Report From Pakistan

Pakistan's Revolving Door Politics Producing Declining Living Standards

By M.M. Ali

Prime Minister Benazir Bhutto has been in power for less than a year, but the talk of "how long?" has already started in Islamabad and Washington. The question stems not from lack of performance on the part of her government, but from the extra-constitutional manner in which governments have changed in Pakistan in recent years, although each change has been regularized through elections.

This is Benazir Bhutto's second term in office. Her first administration was brought to a premature end in 1990 by the machinations of then-President Ishaq Khan in collaboration with the then and now leader of the opposition, Mian Nawaz Sharif. Sharif succeeded Bhutto but then met the same fate when he was forced out by Ishaq Khan last year. At that time both major political parties, Bhutto's People's Party and Nawaz's Muslim League, demanded an end to the Eighth Amendment to the Constitution that allows the president almost free authority to dismiss a constitutionally elected government. However, this legacy of the late Gen. Zia Ul-Haq remains on the books.

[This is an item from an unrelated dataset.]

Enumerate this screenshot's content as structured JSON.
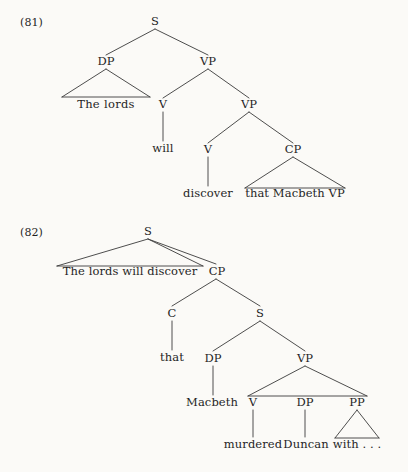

What followed the departure of Nawaz Sharif was the installation of an interim government at the behest of the army when Ishaq Khan, too, was forced to step down. Retired World Bank official Moeen Qureshi was invited to become a caretaker prime minister to insure "free and fair" elections. None of this was in accordance with the constitution or any law of the land. The army approved it and no one openly questioned it. Qureshi, who therefore was accountable to no one, not only held the elections but made radical changes in Pakistan's financial and revenue structures and exposed corruption in the government.

When Qureshi departed, the successor Bhutto government was left to choose between two courses of action. She could continue his austerity program, approved by the IMF, World Bank and the U.S., along with the army, and be accused of being the handmaiden of the military and external forces, or she could disown the financial restructuring and face a new crisis and the ire of the army. Enjoying a very slender majority in the National Assembly, she has had to engage for the last 12 months in a balancing act to accommodate the fiscal belt-tightening while at the same time striving to keep the populist aura of the People's Party. To accomplish all this while absorbing the jabs of opposition leader Nawaz Sharif and problems created by her own family members, Benazir has been riding a rough road. Nor can she forget that, in spite of her constitutional right to rule, she has to keep Gen. Abdul Waheed, the army chief of staff, in good humor. No wonder Pakistanis continue to ask The Question.

Country's Polarization

The Eighth Amendment was not the only headache the late General Zia left behind for the nation. To suit his own narrow objectives, he created serious cleavages and divisions in a multi-ethnic society.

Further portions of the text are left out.